Not so many years ago, a 1.2-liter engine would only have been found in the U.S. in the smallest and least impressive of subcompact cars.

It might have been a 3-cylinder, and certainly wouldn't have had even 100 horsepower.

But times change, and engines of that size will soon be found even in the smallest of Mercedes-Benz luxury cars.

DON'T MISS: 2014 Mercedes-Benz CLA 250: Gas Mileage Review Of Compact Luxury Sedan

The engines won't be seen until 2019 or later in North America, and then only in the CLA compact sedan and perhaps the GLA compact hatchback utility vehicle.

But as well-sourced correspondent Georg Kacher noted in the British magazine Autocar in May, Mercedes parent Daimler remains under increasing pressure to reduce carbon emissions and boost fuel economy in markets across the globe.

Introduced for the 2014 model year, the Mercedes-Benz CLA gave the German luxury maker an entry-level luxury offering originally priced just under $30,000.

2018 Mercedes-Benz CLA-Class

2018 Mercedes-Benz CLA-Class

The first front-wheel-drive Mercedes car sold in the U.S., it boosted the company's EPA fuel-economy ratings and let the rear-wheel-drive C Class move up in the lineup, away from its previous entry position.

Hot-rod AMG versions aside, the CLA and GLA are powered by a 208-hp 2.0-liter turbocharged inline-4 powering the front wheels mated to a 7-speed dual-clutch automated manual transmission. All-wheel drive is optional.

The report suggests the CLA's replacement could use 1.2-liter or 1.4-liter engines, again turbocharged. The next-generation car might be seen in the U.S. as a 2020 model.

READ THIS: 2015 Ford Focus 1.0L EcoBoost: Gas Mileage Review

It's not clear that even the 1.4-liter turbo four would come to North American markets, whose buyers tend to require quicker performance even from smaller cars than those in other regions.

But the idea of a 1.2-liter engine in a C-segment luxury vehicle (as compact cars are called in the industry) still remains a relatively recent innovation.           

The Ford Focus compact sedan is offered in North America with a 1.0-liter turbocharged 3-cylinder EcoBoost engine, but its sales are likely miniscule because it comes only with a 6-speed manual gearbox, a nonstarter for most U.S. buyers.

2018 Mercedes-Benz GLA, 2017 Detroit auto show

2018 Mercedes-Benz GLA, 2017 Detroit auto show

Engines of that size in compact cars are far more popular in Europe, where several countries base their annual registration fees on displacement or carbon emissions.

That offers an instant cost advantage for the smaller engines, but no state in the U.S. registers cars that way.

Even if the Trump government's EPA and NHTSA cut 2022 limits on carbon emissions and corporate average fuel-economy rules respectively, neither China nor the European Union show any signs of budging from increasingly stringent limits on vehicles' carbon emission limits.

CHECK OUT: VW suggests engine downsizing is done; emissions rules are the reason

That will require Daimler to make its smaller cars even more fuel-efficient than they are today.

Under fuel-economy ratings that were revised for 2017, this year's base Mercedes-Benz CLA 250 sedan is rated by the EPA at 23 mpg city, 32 mpg highway, and 27 mpg combined.

The Mercedes-Benz CLA sedan and GLA hatchback utility were jointly developed with Nissan's Infiniti unit, which uses the same underpinnings in its own Infiniti QX30 hatchback utility vehicle.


> _Task prompt_:
Return a copy of each line in the listing that includes the word "percent".

> _The records_:
○ ○ ○ ○ ○ ○ ○

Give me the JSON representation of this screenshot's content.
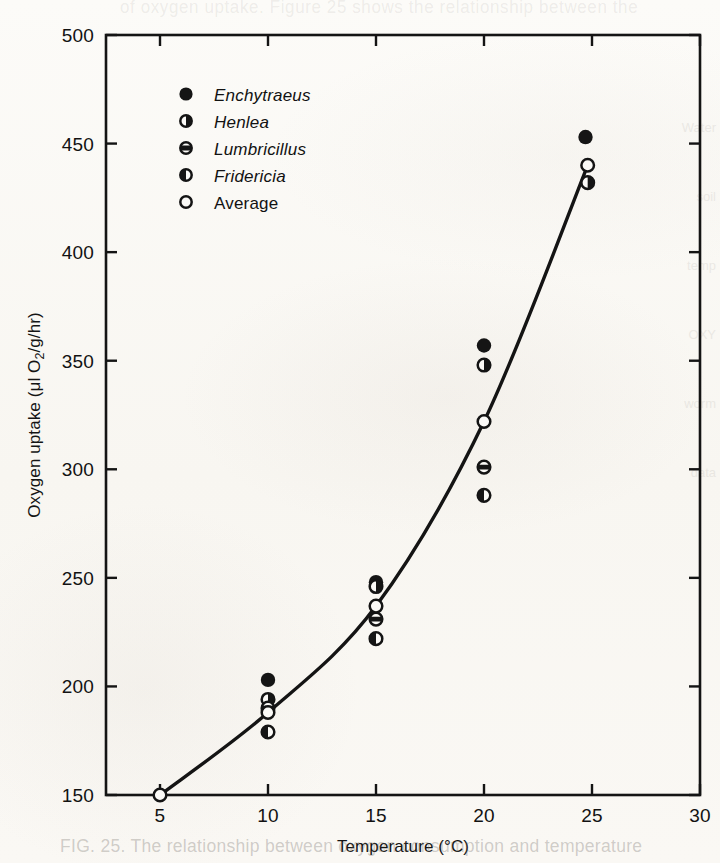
{
  "figure": {
    "bleed_text_top": "of oxygen uptake. Figure 25 shows the relationship between the",
    "bleed_text_bottom": "FIG. 25. The relationship between oxygen consumption and temperature",
    "margin_bleed": [
      "Water",
      "soil",
      "temp",
      "OXY",
      "worm",
      "data"
    ]
  },
  "chart_data": {
    "type": "scatter",
    "title": "",
    "xlabel": "Temperature (°C)",
    "ylabel": "Oxygen uptake (μl O₂/g/hr)",
    "ylabel_parts": {
      "prefix": "Oxygen uptake (μl O",
      "sub": "2",
      "suffix": "/g/hr)"
    },
    "xlim": [
      2.5,
      30
    ],
    "ylim": [
      150,
      500
    ],
    "xticks": [
      5,
      10,
      15,
      20,
      25,
      30
    ],
    "xtick_labels": [
      "5",
      "10",
      "15",
      "20",
      "25",
      "30"
    ],
    "yticks": [
      150,
      200,
      250,
      300,
      350,
      400,
      450,
      500
    ],
    "ytick_labels": [
      "150",
      "200",
      "250",
      "300",
      "350",
      "400",
      "450",
      "500"
    ],
    "grid": false,
    "frame": "box",
    "tick_direction": "in",
    "legend_position": "upper-left-inside",
    "series": [
      {
        "name": "Enchytraeus",
        "marker": "filled-circle",
        "italic": true,
        "points": [
          {
            "x": 10,
            "y": 203
          },
          {
            "x": 15,
            "y": 248
          },
          {
            "x": 20,
            "y": 357
          },
          {
            "x": 24.7,
            "y": 453
          }
        ]
      },
      {
        "name": "Henlea",
        "marker": "right-half-filled-circle",
        "italic": true,
        "points": [
          {
            "x": 10,
            "y": 194
          },
          {
            "x": 15,
            "y": 246
          },
          {
            "x": 20,
            "y": 348
          },
          {
            "x": 24.8,
            "y": 432
          }
        ]
      },
      {
        "name": "Lumbricillus",
        "marker": "band-filled-circle",
        "italic": true,
        "points": [
          {
            "x": 10,
            "y": 190
          },
          {
            "x": 15,
            "y": 231
          },
          {
            "x": 20,
            "y": 301
          }
        ]
      },
      {
        "name": "Fridericia",
        "marker": "left-half-filled-circle",
        "italic": true,
        "points": [
          {
            "x": 10,
            "y": 179
          },
          {
            "x": 15,
            "y": 222
          },
          {
            "x": 20,
            "y": 288
          }
        ]
      },
      {
        "name": "Average",
        "marker": "open-circle",
        "italic": false,
        "points": [
          {
            "x": 5,
            "y": 150
          },
          {
            "x": 10,
            "y": 188
          },
          {
            "x": 15,
            "y": 237
          },
          {
            "x": 20,
            "y": 322
          },
          {
            "x": 24.8,
            "y": 440
          }
        ]
      }
    ],
    "fit_curve": {
      "name": "average-trend-curve",
      "through_points": [
        {
          "x": 5,
          "y": 150
        },
        {
          "x": 10,
          "y": 188
        },
        {
          "x": 15,
          "y": 237
        },
        {
          "x": 20,
          "y": 322
        },
        {
          "x": 24.8,
          "y": 440
        }
      ]
    }
  },
  "legend": {
    "entries": [
      {
        "label": "Enchytraeus",
        "marker": "filled-circle"
      },
      {
        "label": "Henlea",
        "marker": "right-half-filled-circle"
      },
      {
        "label": "Lumbricillus",
        "marker": "band-filled-circle"
      },
      {
        "label": "Fridericia",
        "marker": "left-half-filled-circle"
      },
      {
        "label": "Average",
        "marker": "open-circle"
      }
    ]
  },
  "colors": {
    "ink": "#141414",
    "paper": "#fbfaf7",
    "marker_fill": "#151515",
    "marker_open": "#fbfaf7"
  }
}
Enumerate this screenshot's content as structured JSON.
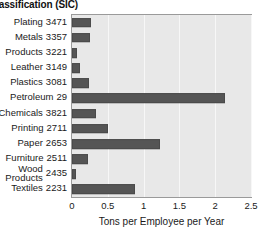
{
  "chart_data": {
    "type": "bar",
    "orientation": "horizontal",
    "title": "lassification (SIC)",
    "xlabel": "Tons per Employee per Year",
    "ylabel": "",
    "xlim": [
      0,
      2.5
    ],
    "xticks": [
      "0",
      "0.5",
      "1",
      "1.5",
      "2",
      "2.5"
    ],
    "xtick_values": [
      0,
      0.5,
      1,
      1.5,
      2,
      2.5
    ],
    "grid": true,
    "legend": "none",
    "bar_color": "#555555",
    "plot_background": "#e8e8e8",
    "categories": [
      "Plating 3471",
      "Metals 3357",
      "Products 3221",
      "Leather 3149",
      "Plastics 3081",
      "Petroleum 29",
      "Chemicals 3821",
      "Printing 2711",
      "Paper 2653",
      "Furniture 2511",
      "Wood Products 2435",
      "Textiles 2231"
    ],
    "category_names": [
      "Plating",
      "Metals",
      "Products",
      "Leather",
      "Plastics",
      "Petroleum",
      "Chemicals",
      "Printing",
      "Paper",
      "Furniture",
      "Wood Products",
      "Textiles"
    ],
    "category_codes": [
      "3471",
      "3357",
      "3221",
      "3149",
      "3081",
      "29",
      "3821",
      "2711",
      "2653",
      "2511",
      "2435",
      "2231"
    ],
    "values": [
      0.27,
      0.25,
      0.07,
      0.11,
      0.24,
      2.14,
      0.34,
      0.5,
      1.23,
      0.22,
      0.06,
      0.88
    ]
  }
}
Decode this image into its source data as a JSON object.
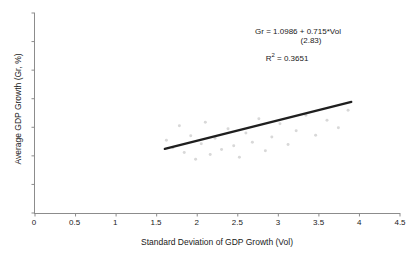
{
  "chart_data": {
    "type": "scatter",
    "title": "",
    "xlabel": "Standard Deviation of GDP Growth (Vol)",
    "ylabel": "Average GDP Growth (Gr, %)",
    "xlim": [
      0,
      4.5
    ],
    "ylim": [
      0,
      7
    ],
    "xticks": [
      "0",
      "0.5",
      "1",
      "1.5",
      "2",
      "2.5",
      "3",
      "3.5",
      "4",
      "4.5"
    ],
    "xtick_values": [
      0,
      0.5,
      1,
      1.5,
      2,
      2.5,
      3,
      3.5,
      4,
      4.5
    ],
    "yticks": [
      "0",
      "1",
      "2",
      "3",
      "4",
      "5",
      "6",
      "7"
    ],
    "ytick_values": [
      0,
      1,
      2,
      3,
      4,
      5,
      6,
      7
    ],
    "grid": false,
    "legend": "none",
    "series": [
      {
        "name": "Country observations",
        "type": "scatter",
        "marker_color": "#d8d8d8",
        "points": [
          [
            1.62,
            2.55
          ],
          [
            1.7,
            2.28
          ],
          [
            1.78,
            3.05
          ],
          [
            1.84,
            2.12
          ],
          [
            1.92,
            2.7
          ],
          [
            1.98,
            1.88
          ],
          [
            2.05,
            2.42
          ],
          [
            2.1,
            3.18
          ],
          [
            2.16,
            2.05
          ],
          [
            2.22,
            2.62
          ],
          [
            2.3,
            2.22
          ],
          [
            2.38,
            2.95
          ],
          [
            2.45,
            2.35
          ],
          [
            2.52,
            1.95
          ],
          [
            2.6,
            2.8
          ],
          [
            2.68,
            2.48
          ],
          [
            2.76,
            3.3
          ],
          [
            2.84,
            2.18
          ],
          [
            2.92,
            2.66
          ],
          [
            3.02,
            3.12
          ],
          [
            3.12,
            2.4
          ],
          [
            3.22,
            2.88
          ],
          [
            3.34,
            3.42
          ],
          [
            3.46,
            2.72
          ],
          [
            3.6,
            3.25
          ],
          [
            3.74,
            2.98
          ],
          [
            3.86,
            3.6
          ]
        ]
      },
      {
        "name": "Fitted regression line",
        "type": "line",
        "line_color": "#1f1f1f",
        "line_width": 2.2,
        "x_start": 1.6,
        "y_start": 2.2426,
        "x_end": 3.9,
        "y_end": 3.8871
      }
    ],
    "annotations": {
      "equation": "Gr = 1.0986 + 0.715*Vol",
      "std_error": "(2.83)",
      "r_squared_label": "R",
      "r_squared_exponent": "2",
      "r_squared_value": " = 0.3651",
      "intercept": 1.0986,
      "slope": 0.715,
      "t_statistic": 2.83,
      "r_squared": 0.3651
    },
    "colors": {
      "background": "#ffffff",
      "axis": "#8c8c8c",
      "text": "#1a1a1a",
      "fit_line": "#1f1f1f",
      "marker": "#d8d8d8"
    }
  }
}
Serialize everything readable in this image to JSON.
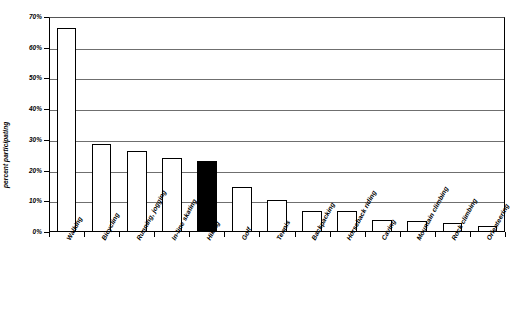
{
  "chart_data": {
    "type": "bar",
    "title": "",
    "subtitle": "",
    "xlabel": "",
    "ylabel": "percent participating",
    "ylim": [
      0,
      70
    ],
    "ytick_labels": [
      "0%",
      "10%",
      "20%",
      "30%",
      "40%",
      "50%",
      "60%",
      "70%"
    ],
    "ytick_values": [
      0,
      10,
      20,
      30,
      40,
      50,
      60,
      70
    ],
    "grid": true,
    "legend": "none",
    "value_unit": "percent",
    "highlight_category": "Hiking",
    "highlight_fill": "#000000",
    "bar_fill": "#ffffff",
    "bar_edge": "#000000",
    "gridline_color": "#6f6f6f",
    "categories": [
      "Walking",
      "Bicycling",
      "Running, jogging",
      "In-line skating",
      "Hiking",
      "Golf",
      "Tennis",
      "Backpacking",
      "Horseback riding",
      "Caving",
      "Mountain climbing",
      "Rock climbing",
      "Orienteering"
    ],
    "values": [
      66.5,
      28.5,
      26.5,
      24.0,
      23.0,
      14.5,
      10.5,
      7.0,
      6.8,
      4.0,
      3.7,
      3.0,
      2.0
    ]
  }
}
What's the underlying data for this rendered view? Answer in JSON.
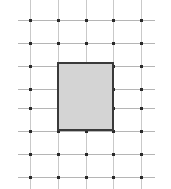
{
  "figure": {
    "canvas": {
      "width": 171,
      "height": 189,
      "background_color": "#ffffff"
    },
    "grid": {
      "line_color_vertical": "#c9c9c9",
      "line_color_horizontal": "#b5b5b5",
      "node_color": "#2b2b2b",
      "node_size": 3,
      "column_count": 5,
      "row_count": 8,
      "column_x": [
        30,
        58,
        86,
        113,
        141
      ],
      "row_y": [
        20,
        43,
        66,
        89,
        108,
        131,
        154,
        177
      ],
      "vertical_line_top": 0,
      "vertical_line_bottom": 189,
      "horizontal_line_left": 18,
      "horizontal_line_right": 155
    },
    "shape": {
      "type": "rectangle",
      "fill_color": "#d4d4d4",
      "border_color": "#3a3a3a",
      "border_width": 2,
      "left": 57,
      "top": 62,
      "width": 57,
      "height": 69
    }
  }
}
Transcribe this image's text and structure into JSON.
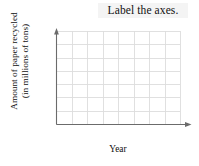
{
  "page": {
    "background_color": "#ffffff",
    "width": 199,
    "height": 166
  },
  "title": {
    "text": "Label the axes.",
    "highlight_color": "#f4f4f4",
    "text_color": "#111111"
  },
  "chart_data": {
    "type": "table",
    "title": "Label the axes.",
    "xlabel": "Year",
    "ylabel": "Amount of paper recycled (in millions of tons)",
    "ylabel_lines": [
      "Amount of paper recycled",
      "(in millions of tons)"
    ],
    "categories": [],
    "values": [],
    "series": [],
    "grid": true,
    "grid_columns": 8,
    "grid_rows": 7,
    "tick_labels_x": [],
    "tick_labels_y": [],
    "legend": [],
    "legend_position": "none",
    "annotations": [],
    "axis_color": "#6b6b6b",
    "grid_color": "#dcdcdc",
    "note": "Empty blank grid worksheet; no data plotted, axes unlabeled with tick values."
  },
  "axes": {
    "x_label": "Year",
    "y_label_line1": "Amount of paper recycled",
    "y_label_line2": "(in millions of tons)",
    "x_arrow": "arrow-right",
    "y_arrow": "arrow-up",
    "line_color": "#6b6b6b"
  },
  "grid": {
    "columns": 8,
    "rows": 7,
    "line_color": "#dcdcdc",
    "left": 56,
    "right": 180,
    "top": 31,
    "bottom": 124
  }
}
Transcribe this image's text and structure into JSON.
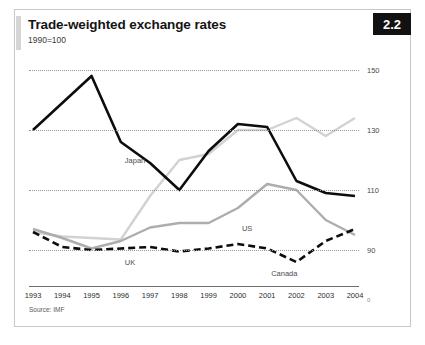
{
  "figure": {
    "badge": "2.2",
    "title": "Trade-weighted exchange rates",
    "subtitle": "1990=100",
    "source": "Source: IMF"
  },
  "chart_data": {
    "type": "line",
    "title": "Trade-weighted exchange rates",
    "subtitle": "1990=100",
    "xlabel": "",
    "ylabel": "",
    "ylim": [
      80,
      155
    ],
    "yticks": [
      150,
      130,
      110,
      90
    ],
    "zero_marker": "0",
    "grid": true,
    "legend": "inline-labels",
    "categories": [
      "1993",
      "1994",
      "1995",
      "1996",
      "1997",
      "1998",
      "1999",
      "2000",
      "2001",
      "2002",
      "2003",
      "2004"
    ],
    "series": [
      {
        "name": "Japan",
        "style": "solid-black",
        "color": "#0d0d0d",
        "label_x": "1996",
        "values": [
          130,
          139,
          148,
          126,
          119,
          110,
          123,
          132,
          131,
          113,
          109,
          108
        ]
      },
      {
        "name": "UK",
        "style": "solid-lightgray",
        "color": "#d2d2d2",
        "label_x": "1996",
        "values": [
          96,
          94.5,
          94,
          93.5,
          108,
          120,
          122,
          130,
          130,
          134,
          128,
          134
        ]
      },
      {
        "name": "US",
        "style": "solid-gray",
        "color": "#adadad",
        "label_x": "2000",
        "values": [
          97,
          94,
          90.5,
          93,
          97.5,
          99,
          99,
          104,
          112,
          110,
          100,
          95
        ]
      },
      {
        "name": "Canada",
        "style": "dashed-black",
        "color": "#0d0d0d",
        "label_x": "2001",
        "values": [
          96,
          91,
          90,
          90.5,
          91,
          89.5,
          90.5,
          92,
          90.5,
          86,
          93,
          97
        ]
      }
    ]
  }
}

○ ○ ○ ○ ○ ○ ○

> _Solution to this problem_:
    "ylabel": "percent participating",
    "value_unit": "percent",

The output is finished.